Hi-larious
Why I've pronounced Josef Skvorecky's The Engineer of Human Souls "excellent" after reading three pages:
Irene Svensson therefore produced a new paper and she thought, this time, she had put one over on me. But luck was against her. Having first underestimated my scholarship, she now failed to reckon with Murphy's Law. She bought a ready-written essay from a shady operation calling itself Term Papers Inc. Two years before, they had sold the same paper to a pretty Chinese student from Trinidad by the name of Priscilla Wong Sim, who had turned to Term Papers Inc. at my indirect suggestion -- to pass her with a clear conscience I had to have at least one essay from her in which every second word was not misspelled and there were no such oriental mysteries as "This novel is a novel. It is a great work, for it is written in the form of a book."
As a grad student who reads dozens of undergrad papers a week, I can say that more than one ESL student has inspired similar thoughts.
It can be fun, though, to try to guess the student's native language from the grammatical mistakes in his/her paper. (Hint: If they have this pesky habit of not using articles -- at all -- think of Slavic languages. Except Bulgarian. For some reason it has articles.)
Irene Svensson therefore produced a new paper and she thought, this time, she had put one over on me. But luck was against her. Having first underestimated my scholarship, she now failed to reckon with Murphy's Law. She bought a ready-written essay from a shady operation calling itself Term Papers Inc. Two years before, they had sold the same paper to a pretty Chinese student from Trinidad by the name of Priscilla Wong Sim, who had turned to Term Papers Inc. at my indirect suggestion -- to pass her with a clear conscience I had to have at least one essay from her in which every second word was not misspelled and there were no such oriental mysteries as "This novel is a novel. It is a great work, for it is written in the form of a book."
As a grad student who reads dozens of undergrad papers a week, I can say that more than one ESL student has inspired similar thoughts.
It can be fun, though, to try to guess the student's native language from the grammatical mistakes in his/her paper. (Hint: If they have this pesky habit of not using articles -- at all -- think of Slavic languages. Except Bulgarian. For some reason it has articles.)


Give the data again exactly as written, without any of its pictures.

Extracted entries:
..........

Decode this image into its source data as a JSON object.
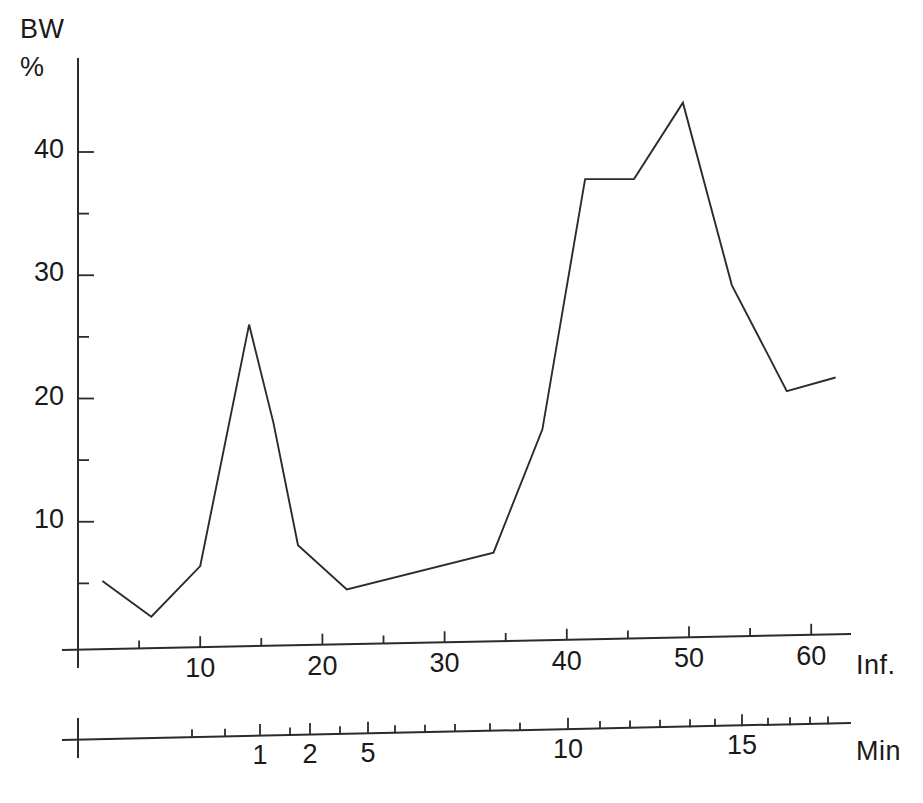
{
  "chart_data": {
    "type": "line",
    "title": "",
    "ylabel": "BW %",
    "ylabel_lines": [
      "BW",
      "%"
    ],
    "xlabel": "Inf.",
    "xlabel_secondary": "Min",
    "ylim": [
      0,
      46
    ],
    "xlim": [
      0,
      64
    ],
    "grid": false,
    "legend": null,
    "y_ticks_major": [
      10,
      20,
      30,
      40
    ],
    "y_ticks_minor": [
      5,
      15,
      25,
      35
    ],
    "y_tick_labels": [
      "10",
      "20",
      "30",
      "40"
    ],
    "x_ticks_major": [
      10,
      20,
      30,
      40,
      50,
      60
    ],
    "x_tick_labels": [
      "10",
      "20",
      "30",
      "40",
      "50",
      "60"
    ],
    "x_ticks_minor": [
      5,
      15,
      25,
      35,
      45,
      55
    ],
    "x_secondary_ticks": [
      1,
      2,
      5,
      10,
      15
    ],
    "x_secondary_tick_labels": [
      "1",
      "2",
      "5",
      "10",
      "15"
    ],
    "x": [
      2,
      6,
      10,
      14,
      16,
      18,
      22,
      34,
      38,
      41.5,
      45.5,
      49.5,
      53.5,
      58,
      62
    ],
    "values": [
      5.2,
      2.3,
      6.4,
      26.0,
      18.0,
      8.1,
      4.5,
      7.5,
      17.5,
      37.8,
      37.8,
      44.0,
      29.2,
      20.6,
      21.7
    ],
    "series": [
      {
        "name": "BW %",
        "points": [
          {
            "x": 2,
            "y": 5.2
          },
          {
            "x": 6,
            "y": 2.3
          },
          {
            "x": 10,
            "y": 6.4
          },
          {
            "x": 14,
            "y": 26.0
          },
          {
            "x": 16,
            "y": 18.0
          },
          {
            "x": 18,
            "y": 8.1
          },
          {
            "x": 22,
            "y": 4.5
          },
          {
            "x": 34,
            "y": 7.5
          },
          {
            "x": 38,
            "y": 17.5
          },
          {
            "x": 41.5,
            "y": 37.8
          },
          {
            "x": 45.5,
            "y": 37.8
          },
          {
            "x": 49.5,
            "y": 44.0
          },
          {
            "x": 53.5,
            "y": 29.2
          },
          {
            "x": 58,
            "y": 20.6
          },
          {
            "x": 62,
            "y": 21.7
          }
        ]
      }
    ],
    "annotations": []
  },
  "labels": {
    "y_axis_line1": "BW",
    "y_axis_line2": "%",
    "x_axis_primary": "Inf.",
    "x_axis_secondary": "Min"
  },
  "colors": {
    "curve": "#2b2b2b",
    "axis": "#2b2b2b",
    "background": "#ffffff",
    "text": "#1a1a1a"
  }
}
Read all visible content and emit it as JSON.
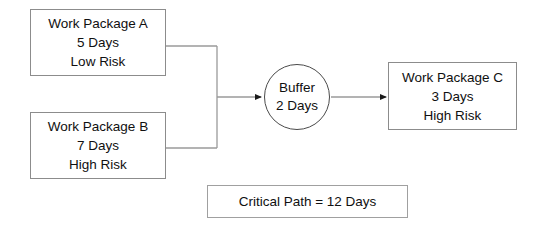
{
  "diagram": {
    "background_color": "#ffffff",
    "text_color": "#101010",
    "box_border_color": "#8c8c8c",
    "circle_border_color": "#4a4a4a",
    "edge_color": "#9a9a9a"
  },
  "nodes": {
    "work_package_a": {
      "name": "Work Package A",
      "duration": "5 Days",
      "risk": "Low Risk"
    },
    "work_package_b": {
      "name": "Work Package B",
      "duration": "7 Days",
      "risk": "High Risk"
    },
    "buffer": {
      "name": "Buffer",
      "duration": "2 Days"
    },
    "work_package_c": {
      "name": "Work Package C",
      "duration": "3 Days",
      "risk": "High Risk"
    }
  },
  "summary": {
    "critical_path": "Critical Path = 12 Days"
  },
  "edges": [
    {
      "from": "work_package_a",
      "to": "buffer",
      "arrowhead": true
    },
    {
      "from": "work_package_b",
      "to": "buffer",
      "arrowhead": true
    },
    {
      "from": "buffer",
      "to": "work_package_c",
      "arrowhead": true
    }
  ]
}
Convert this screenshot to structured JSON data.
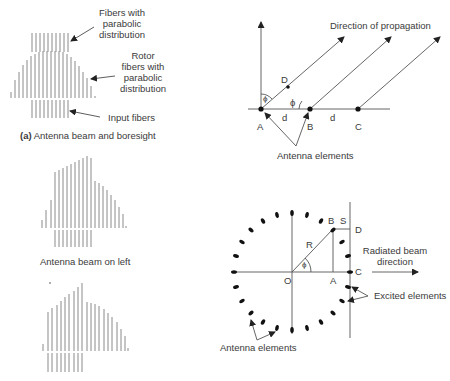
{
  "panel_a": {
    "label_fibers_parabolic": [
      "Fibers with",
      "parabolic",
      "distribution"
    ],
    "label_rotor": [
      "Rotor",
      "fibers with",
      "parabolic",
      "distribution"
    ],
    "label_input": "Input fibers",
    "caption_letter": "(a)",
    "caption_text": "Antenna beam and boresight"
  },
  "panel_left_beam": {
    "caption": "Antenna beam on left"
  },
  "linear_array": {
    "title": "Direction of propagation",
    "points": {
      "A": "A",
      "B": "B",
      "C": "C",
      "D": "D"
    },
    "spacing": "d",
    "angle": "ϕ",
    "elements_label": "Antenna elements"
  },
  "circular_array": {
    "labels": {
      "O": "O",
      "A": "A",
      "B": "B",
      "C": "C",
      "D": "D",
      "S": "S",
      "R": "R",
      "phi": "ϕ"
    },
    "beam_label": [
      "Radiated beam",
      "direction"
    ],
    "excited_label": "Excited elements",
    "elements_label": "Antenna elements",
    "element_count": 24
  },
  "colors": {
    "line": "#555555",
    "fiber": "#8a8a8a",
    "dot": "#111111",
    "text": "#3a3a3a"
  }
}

..........

Written solution:
Decode this image into its source data as a JSON object.
{
  "chart_data": {
    "type": "line",
    "title": "",
    "ylabel": "BW %",
    "ylabel_lines": [
      "BW",
      "%"
    ],
    "xlabel": "Inf.",
    "xlabel_secondary": "Min",
    "ylim": [
      0,
      46
    ],
    "xlim": [
      0,
      64
    ],
    "grid": false,
    "legend": null,
    "y_ticks_major": [
      10,
      20,
      30,
      40
    ],
    "y_ticks_minor": [
      5,
      15,
      25,
      35
    ],
    "y_tick_labels": [
      "10",
      "20",
      "30",
      "40"
    ],
    "x_ticks_major": [
      10,
      20,
      30,
      40,
      50,
      60
    ],
    "x_tick_labels": [
      "10",
      "20",
      "30",
      "40",
      "50",
      "60"
    ],
    "x_ticks_minor": [
      5,
      15,
      25,
      35,
      45,
      55
    ],
    "x_secondary_ticks": [
      1,
      2,
      5,
      10,
      15
    ],
    "x_secondary_tick_labels": [
      "1",
      "2",
      "5",
      "10",
      "15"
    ],
    "x": [
      2,
      6,
      10,
      14,
      16,
      18,
      22,
      34,
      38,
      41.5,
      45.5,
      49.5,
      53.5,
      58,
      62
    ],
    "values": [
      5.2,
      2.3,
      6.4,
      26.0,
      18.0,
      8.1,
      4.5,
      7.5,
      17.5,
      37.8,
      37.8,
      44.0,
      29.2,
      20.6,
      21.7
    ],
    "series": [
      {
        "name": "BW %",
        "points": [
          {
            "x": 2,
            "y": 5.2
          },
          {
            "x": 6,
            "y": 2.3
          },
          {
            "x": 10,
            "y": 6.4
          },
          {
            "x": 14,
            "y": 26.0
          },
          {
            "x": 16,
            "y": 18.0
          },
          {
            "x": 18,
            "y": 8.1
          },
          {
            "x": 22,
            "y": 4.5
          },
          {
            "x": 34,
            "y": 7.5
          },
          {
            "x": 38,
            "y": 17.5
          },
          {
            "x": 41.5,
            "y": 37.8
          },
          {
            "x": 45.5,
            "y": 37.8
          },
          {
            "x": 49.5,
            "y": 44.0
          },
          {
            "x": 53.5,
            "y": 29.2
          },
          {
            "x": 58,
            "y": 20.6
          },
          {
            "x": 62,
            "y": 21.7
          }
        ]
      }
    ],
    "annotations": []
  },
  "labels": {
    "y_axis_line1": "BW",
    "y_axis_line2": "%",
    "x_axis_primary": "Inf.",
    "x_axis_secondary": "Min"
  },
  "colors": {
    "curve": "#2b2b2b",
    "axis": "#2b2b2b",
    "background": "#ffffff",
    "text": "#1a1a1a"
  }
}
Read all visible content and emit it as JSON.
{
  "diagram": {
    "background_color": "#ffffff",
    "text_color": "#101010",
    "box_border_color": "#8c8c8c",
    "circle_border_color": "#4a4a4a",
    "edge_color": "#9a9a9a"
  },
  "nodes": {
    "work_package_a": {
      "name": "Work Package A",
      "duration": "5 Days",
      "risk": "Low Risk"
    },
    "work_package_b": {
      "name": "Work Package B",
      "duration": "7 Days",
      "risk": "High Risk"
    },
    "buffer": {
      "name": "Buffer",
      "duration": "2 Days"
    },
    "work_package_c": {
      "name": "Work Package C",
      "duration": "3 Days",
      "risk": "High Risk"
    }
  },
  "summary": {
    "critical_path": "Critical Path = 12 Days"
  },
  "edges": [
    {
      "from": "work_package_a",
      "to": "buffer",
      "arrowhead": true
    },
    {
      "from": "work_package_b",
      "to": "buffer",
      "arrowhead": true
    },
    {
      "from": "buffer",
      "to": "work_package_c",
      "arrowhead": true
    }
  ]
}
Convert this screenshot to structured JSON data.
{
  "panel_a": {
    "label_fibers_parabolic": [
      "Fibers with",
      "parabolic",
      "distribution"
    ],
    "label_rotor": [
      "Rotor",
      "fibers with",
      "parabolic",
      "distribution"
    ],
    "label_input": "Input fibers",
    "caption_letter": "(a)",
    "caption_text": "Antenna beam and boresight"
  },
  "panel_left_beam": {
    "caption": "Antenna beam on left"
  },
  "linear_array": {
    "title": "Direction of propagation",
    "points": {
      "A": "A",
      "B": "B",
      "C": "C",
      "D": "D"
    },
    "spacing": "d",
    "angle": "ϕ",
    "elements_label": "Antenna elements"
  },
  "circular_array": {
    "labels": {
      "O": "O",
      "A": "A",
      "B": "B",
      "C": "C",
      "D": "D",
      "S": "S",
      "R": "R",
      "phi": "ϕ"
    },
    "beam_label": [
      "Radiated beam",
      "direction"
    ],
    "excited_label": "Excited elements",
    "elements_label": "Antenna elements",
    "element_count": 24
  },
  "colors": {
    "line": "#555555",
    "fiber": "#8a8a8a",
    "dot": "#111111",
    "text": "#3a3a3a"
  }
}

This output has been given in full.